Suicide: American Supreme

Suicide
American Supreme
Mute
2002-10-29

DJ scratches and funk guitar samples? No. This must be wrong. This can’t be a Suicide album — where are the minimalist electronic beats? The proto-industrial mayhem? The punk aesthetic? Alan Vega’s harrowing, deadpan voice? This was not the sound of one of my favorite musical artists; this wasn’t the archetypal synth-punk; this wasn’t the music that inspired riots among the punk kids of the ’70s. But it was — and it is.

American Supreme, Suicide’s fifth studio album, is a record of experimentation and renovation to one of the most blindingly revolutionary beacons of ’70s punk — and nothing’s been the same since. They were exploding New York’s circuit before punk was even “punk”, yet it was nothing like the three chord bops the Ramones were penning — in fact, it was completely lacking chords altogether. Suicide were the complete antithesis of punk — replete with a minimalist two members, a lone keyboard, sans drums or guitars — yet completely vital to its existence and evolution as an innovative, nihilistic art form.

After a hiatus of an entire decade, Suicide attempt to revitalize the same musical demographic they riled and overturned with their first two albums 25 years prior. But what does the belated American Supreme accomplish? Sadly, not much. “Televised Executions”, the opening track with the aforementioned DJ inflections and funk guitar samplings, buries their previous incendiary synth-punk beneath a façade of turntable slices and tired vocals. Of course, Alan Vega and Martin Rev, the duo that have comprised Suicide for over 30 years, would feel a need to reinvent their sonic personalities with touches of diversity and previously alien instruments, but American Supreme accomplishes little more than tarnishing their chrome-plated punk and sending it on a winding downward spiral.

With American Supreme, their curiosity has gone too far — and it shows in every track. Suicide now seem like band struggling to find their true sonic spirit, like their indelible identity is lost in a whirlwind of mish-mashed ideas that range from one-dimensional house music to uncomfortable and self-conscious turntable cuts. But I simply cannot write off this album this easily. The aural blueprints that exist in the vinyl grooves of their music from 1977 illustrates a band so defined, so confident in themselves that they dismantled everything — stylistic trends, punk stereotypes and electronic music’s ability to rage as true rock ‘n’ roll.

Now, with 25 years of reflection and experience, they’ve gained age and lost their edge. American Supreme is merely a flickering nightlight lost in the expansive shadow their first two albums continue to cast. It mars Suicide’s once revolutionary synth-punk infrastructure and builds stories of boring beats and wandering musical ideas atop it, leaving you unfulfilled, uninspired, and jaded. American Supreme sounds dated, stale, and self-conscious. It’s just a good thing Suicide’s ’77 self-titled album sounds like a future so fluorescently bright and bracingly daring that it fulfills the very void American Supreme vacates.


**WHAT NEEDS TO BE DONE:** Please transcribe every record below exactly as it appears.
** RECORD SET follows **
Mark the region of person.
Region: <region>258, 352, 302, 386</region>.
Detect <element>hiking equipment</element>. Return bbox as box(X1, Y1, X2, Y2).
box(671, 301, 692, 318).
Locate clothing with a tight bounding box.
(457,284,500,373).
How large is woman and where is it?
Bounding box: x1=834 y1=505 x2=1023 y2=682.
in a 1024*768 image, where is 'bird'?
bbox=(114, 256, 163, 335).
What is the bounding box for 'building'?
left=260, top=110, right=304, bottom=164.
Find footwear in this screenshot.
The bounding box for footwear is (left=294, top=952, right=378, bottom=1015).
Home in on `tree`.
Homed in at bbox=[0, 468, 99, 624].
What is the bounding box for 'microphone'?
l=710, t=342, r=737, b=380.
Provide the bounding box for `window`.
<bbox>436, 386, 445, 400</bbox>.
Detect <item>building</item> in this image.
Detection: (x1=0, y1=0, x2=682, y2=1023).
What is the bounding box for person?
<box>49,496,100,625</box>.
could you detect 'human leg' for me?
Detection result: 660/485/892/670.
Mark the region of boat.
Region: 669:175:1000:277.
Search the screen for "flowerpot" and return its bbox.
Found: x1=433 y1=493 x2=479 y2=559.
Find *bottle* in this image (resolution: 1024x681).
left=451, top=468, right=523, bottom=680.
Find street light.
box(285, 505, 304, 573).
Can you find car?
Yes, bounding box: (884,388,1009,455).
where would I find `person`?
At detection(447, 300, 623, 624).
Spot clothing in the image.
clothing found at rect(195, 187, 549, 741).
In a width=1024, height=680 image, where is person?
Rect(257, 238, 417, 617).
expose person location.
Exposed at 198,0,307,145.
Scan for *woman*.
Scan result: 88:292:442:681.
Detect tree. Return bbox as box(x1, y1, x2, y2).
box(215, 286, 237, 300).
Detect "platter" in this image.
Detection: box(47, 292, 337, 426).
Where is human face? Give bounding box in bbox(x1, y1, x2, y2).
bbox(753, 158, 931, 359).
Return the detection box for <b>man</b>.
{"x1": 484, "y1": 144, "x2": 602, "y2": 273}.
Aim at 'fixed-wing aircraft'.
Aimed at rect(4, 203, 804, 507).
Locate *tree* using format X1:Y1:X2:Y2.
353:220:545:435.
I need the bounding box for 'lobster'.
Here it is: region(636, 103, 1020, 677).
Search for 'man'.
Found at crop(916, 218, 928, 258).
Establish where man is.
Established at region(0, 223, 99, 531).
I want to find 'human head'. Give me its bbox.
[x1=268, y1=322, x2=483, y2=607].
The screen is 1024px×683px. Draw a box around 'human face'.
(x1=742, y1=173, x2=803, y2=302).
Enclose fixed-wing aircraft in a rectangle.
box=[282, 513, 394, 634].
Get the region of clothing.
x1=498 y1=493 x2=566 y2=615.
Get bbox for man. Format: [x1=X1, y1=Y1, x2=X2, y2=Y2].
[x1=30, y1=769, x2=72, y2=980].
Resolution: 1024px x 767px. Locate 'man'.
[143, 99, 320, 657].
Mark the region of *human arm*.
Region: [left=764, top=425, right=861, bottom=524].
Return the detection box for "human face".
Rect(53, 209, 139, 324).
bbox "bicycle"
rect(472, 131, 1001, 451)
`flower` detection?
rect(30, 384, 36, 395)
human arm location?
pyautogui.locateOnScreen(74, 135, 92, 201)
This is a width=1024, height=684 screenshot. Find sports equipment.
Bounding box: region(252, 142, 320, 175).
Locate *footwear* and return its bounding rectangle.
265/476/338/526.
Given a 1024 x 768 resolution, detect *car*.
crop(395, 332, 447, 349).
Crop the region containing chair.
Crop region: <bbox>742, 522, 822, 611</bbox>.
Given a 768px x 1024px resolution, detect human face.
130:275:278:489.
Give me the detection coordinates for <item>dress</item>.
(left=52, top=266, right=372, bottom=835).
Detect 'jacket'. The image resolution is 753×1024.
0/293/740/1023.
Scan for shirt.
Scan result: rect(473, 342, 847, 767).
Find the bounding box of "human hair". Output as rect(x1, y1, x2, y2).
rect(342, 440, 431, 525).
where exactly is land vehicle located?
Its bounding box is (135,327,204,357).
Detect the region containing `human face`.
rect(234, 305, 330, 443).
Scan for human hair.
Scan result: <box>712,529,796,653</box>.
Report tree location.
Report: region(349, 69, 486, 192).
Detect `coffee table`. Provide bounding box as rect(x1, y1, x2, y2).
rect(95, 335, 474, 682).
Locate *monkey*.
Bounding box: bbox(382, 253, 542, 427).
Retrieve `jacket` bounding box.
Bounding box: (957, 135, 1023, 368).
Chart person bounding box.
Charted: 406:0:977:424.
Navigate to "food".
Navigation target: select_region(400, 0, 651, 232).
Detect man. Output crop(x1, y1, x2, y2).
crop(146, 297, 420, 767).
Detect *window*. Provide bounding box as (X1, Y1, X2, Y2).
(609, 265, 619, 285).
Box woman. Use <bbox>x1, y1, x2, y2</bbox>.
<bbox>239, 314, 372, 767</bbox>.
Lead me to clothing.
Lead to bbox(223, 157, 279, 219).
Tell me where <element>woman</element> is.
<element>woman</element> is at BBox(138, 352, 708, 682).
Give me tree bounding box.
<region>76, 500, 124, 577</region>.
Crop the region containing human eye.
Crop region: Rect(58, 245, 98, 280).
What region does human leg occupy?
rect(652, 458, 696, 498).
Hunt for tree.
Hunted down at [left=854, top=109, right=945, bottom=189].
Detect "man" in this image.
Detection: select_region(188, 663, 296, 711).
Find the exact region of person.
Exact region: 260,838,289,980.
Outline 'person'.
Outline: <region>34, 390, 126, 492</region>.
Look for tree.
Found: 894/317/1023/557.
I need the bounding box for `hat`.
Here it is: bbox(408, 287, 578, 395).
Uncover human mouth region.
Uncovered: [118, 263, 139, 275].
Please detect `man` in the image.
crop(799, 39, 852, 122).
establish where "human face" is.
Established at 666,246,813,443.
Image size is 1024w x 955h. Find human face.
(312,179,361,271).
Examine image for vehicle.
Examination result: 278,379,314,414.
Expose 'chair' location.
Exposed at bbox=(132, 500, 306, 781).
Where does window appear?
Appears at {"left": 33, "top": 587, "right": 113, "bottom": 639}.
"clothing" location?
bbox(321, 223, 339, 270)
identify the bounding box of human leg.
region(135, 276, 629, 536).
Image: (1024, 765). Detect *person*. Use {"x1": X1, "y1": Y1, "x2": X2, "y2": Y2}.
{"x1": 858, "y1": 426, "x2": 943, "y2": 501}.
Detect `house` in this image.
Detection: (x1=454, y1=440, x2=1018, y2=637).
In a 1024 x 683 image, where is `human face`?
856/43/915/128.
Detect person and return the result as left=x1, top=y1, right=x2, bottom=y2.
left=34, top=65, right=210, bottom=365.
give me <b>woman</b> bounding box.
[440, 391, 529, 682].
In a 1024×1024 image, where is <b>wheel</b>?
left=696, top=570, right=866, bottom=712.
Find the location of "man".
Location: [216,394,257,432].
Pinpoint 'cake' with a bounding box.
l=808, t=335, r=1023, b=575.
** End of RECORD SET **
**WRITTEN RESPONSE:**
Mark the region of person.
Region: <region>258, 352, 302, 386</region>.
Detect <element>hiking equipment</element>. Return bbox as box(X1, Y1, X2, Y2).
box(671, 301, 692, 318).
Locate clothing with a tight bounding box.
(457,284,500,373).
How large is woman and where is it?
Bounding box: x1=834 y1=505 x2=1023 y2=682.
in a 1024*768 image, where is 'bird'?
bbox=(114, 256, 163, 335).
What is the bounding box for 'building'?
left=260, top=110, right=304, bottom=164.
Find footwear in this screenshot.
The bounding box for footwear is (left=294, top=952, right=378, bottom=1015).
Home in on `tree`.
Homed in at bbox=[0, 468, 99, 624].
What is the bounding box for 'microphone'?
l=710, t=342, r=737, b=380.
Provide the bounding box for `window`.
<bbox>436, 386, 445, 400</bbox>.
Detect <item>building</item> in this image.
Detection: (x1=0, y1=0, x2=682, y2=1023).
What is the bounding box for person?
<box>49,496,100,625</box>.
could you detect 'human leg' for me?
Detection result: 660/485/892/670.
Mark the region of boat.
Region: 669:175:1000:277.
Search the screen for "flowerpot" and return its bbox.
Found: x1=433 y1=493 x2=479 y2=559.
Find *bottle* in this image (resolution: 1024x681).
left=451, top=468, right=523, bottom=680.
Find street light.
box(285, 505, 304, 573).
Can you find car?
Yes, bounding box: (884,388,1009,455).
where would I find `person`?
At detection(447, 300, 623, 624).
Spot clothing in the image.
clothing found at rect(195, 187, 549, 741).
In a width=1024, height=680 image, where is person?
Rect(257, 238, 417, 617).
expose person location.
Exposed at 198,0,307,145.
Scan for *woman*.
Scan result: 88:292:442:681.
Detect tree. Return bbox as box(x1, y1, x2, y2).
box(215, 286, 237, 300).
Detect "platter" in this image.
Detection: box(47, 292, 337, 426).
Where is human face? Give bounding box in bbox(x1, y1, x2, y2).
bbox(753, 158, 931, 359).
Return the detection box for <b>man</b>.
{"x1": 484, "y1": 144, "x2": 602, "y2": 273}.
Aim at 'fixed-wing aircraft'.
Aimed at rect(4, 203, 804, 507).
Locate *tree* using format X1:Y1:X2:Y2.
353:220:545:435.
I need the bounding box for 'lobster'.
Here it is: region(636, 103, 1020, 677).
Search for 'man'.
Found at crop(916, 218, 928, 258).
Establish where man is.
Established at region(0, 223, 99, 531).
I want to find 'human head'. Give me its bbox.
[x1=268, y1=322, x2=483, y2=607].
The screen is 1024px×683px. Draw a box around 'human face'.
(x1=742, y1=173, x2=803, y2=302).
Enclose fixed-wing aircraft in a rectangle.
box=[282, 513, 394, 634].
Get the region of clothing.
x1=498 y1=493 x2=566 y2=615.
Get bbox for man. Format: [x1=X1, y1=Y1, x2=X2, y2=Y2].
[x1=30, y1=769, x2=72, y2=980].
Resolution: 1024px x 767px. Locate 'man'.
[143, 99, 320, 657].
Mark the region of *human arm*.
Region: [left=764, top=425, right=861, bottom=524].
Return the detection box for "human face".
Rect(53, 209, 139, 324).
bbox "bicycle"
rect(472, 131, 1001, 451)
`flower` detection?
rect(30, 384, 36, 395)
human arm location?
pyautogui.locateOnScreen(74, 135, 92, 201)
This is a width=1024, height=684 screenshot. Find sports equipment.
Bounding box: region(252, 142, 320, 175).
Locate *footwear* and return its bounding rectangle.
265/476/338/526.
Given a 1024 x 768 resolution, detect *car*.
crop(395, 332, 447, 349).
Crop the region containing chair.
Crop region: <bbox>742, 522, 822, 611</bbox>.
Given a 768px x 1024px resolution, detect human face.
130:275:278:489.
Give me the detection coordinates for <item>dress</item>.
(left=52, top=266, right=372, bottom=835).
Detect 'jacket'. The image resolution is 753×1024.
0/293/740/1023.
Scan for shirt.
Scan result: rect(473, 342, 847, 767).
Find the bounding box of "human hair". Output as rect(x1, y1, x2, y2).
rect(342, 440, 431, 525).
where exactly is land vehicle located?
Its bounding box is (135,327,204,357).
Detect the region containing `human face`.
rect(234, 305, 330, 443).
Scan for human hair.
Scan result: <box>712,529,796,653</box>.
Report tree location.
Report: region(349, 69, 486, 192).
Detect `coffee table`. Provide bounding box as rect(x1, y1, x2, y2).
rect(95, 335, 474, 682).
Locate *monkey*.
Bounding box: bbox(382, 253, 542, 427).
Retrieve `jacket` bounding box.
Bounding box: (957, 135, 1023, 368).
Chart person bounding box.
Charted: 406:0:977:424.
Navigate to "food".
Navigation target: select_region(400, 0, 651, 232).
Detect man. Output crop(x1, y1, x2, y2).
crop(146, 297, 420, 767).
Detect *window*. Provide bounding box as (X1, Y1, X2, Y2).
(609, 265, 619, 285).
Box woman. Use <bbox>x1, y1, x2, y2</bbox>.
<bbox>239, 314, 372, 767</bbox>.
Lead me to clothing.
Lead to bbox(223, 157, 279, 219).
Tell me where <element>woman</element> is.
<element>woman</element> is at BBox(138, 352, 708, 682).
Give me tree bounding box.
<region>76, 500, 124, 577</region>.
Crop the region containing human eye.
Crop region: Rect(58, 245, 98, 280).
What region does human leg occupy?
rect(652, 458, 696, 498).
Hunt for tree.
Hunted down at [left=854, top=109, right=945, bottom=189].
Detect "man" in this image.
Detection: select_region(188, 663, 296, 711).
Find the exact region of person.
Exact region: 260,838,289,980.
Outline 'person'.
Outline: <region>34, 390, 126, 492</region>.
Look for tree.
Found: 894/317/1023/557.
I need the bounding box for `hat`.
Here it is: bbox(408, 287, 578, 395).
Uncover human mouth region.
Uncovered: [118, 263, 139, 275].
Please detect `man` in the image.
crop(799, 39, 852, 122).
establish where "human face" is.
Established at 666,246,813,443.
Image size is 1024w x 955h. Find human face.
(312,179,361,271).
Examine image for vehicle.
Examination result: 278,379,314,414.
Expose 'chair' location.
Exposed at bbox=(132, 500, 306, 781).
Where does window appear?
Appears at {"left": 33, "top": 587, "right": 113, "bottom": 639}.
"clothing" location?
bbox(321, 223, 339, 270)
identify the bounding box of human leg.
region(135, 276, 629, 536).
Image: (1024, 765). Detect *person*. Use {"x1": X1, "y1": Y1, "x2": X2, "y2": Y2}.
{"x1": 858, "y1": 426, "x2": 943, "y2": 501}.
Detect `house` in this image.
Detection: (x1=454, y1=440, x2=1018, y2=637).
In a 1024 x 683 image, where is `human face`?
856/43/915/128.
Detect person and return the result as left=x1, top=y1, right=x2, bottom=y2.
left=34, top=65, right=210, bottom=365.
give me <b>woman</b> bounding box.
[440, 391, 529, 682].
In a 1024×1024 image, where is <b>wheel</b>?
left=696, top=570, right=866, bottom=712.
Find the location of "man".
Location: [216,394,257,432].
Pinpoint 'cake' with a bounding box.
l=808, t=335, r=1023, b=575.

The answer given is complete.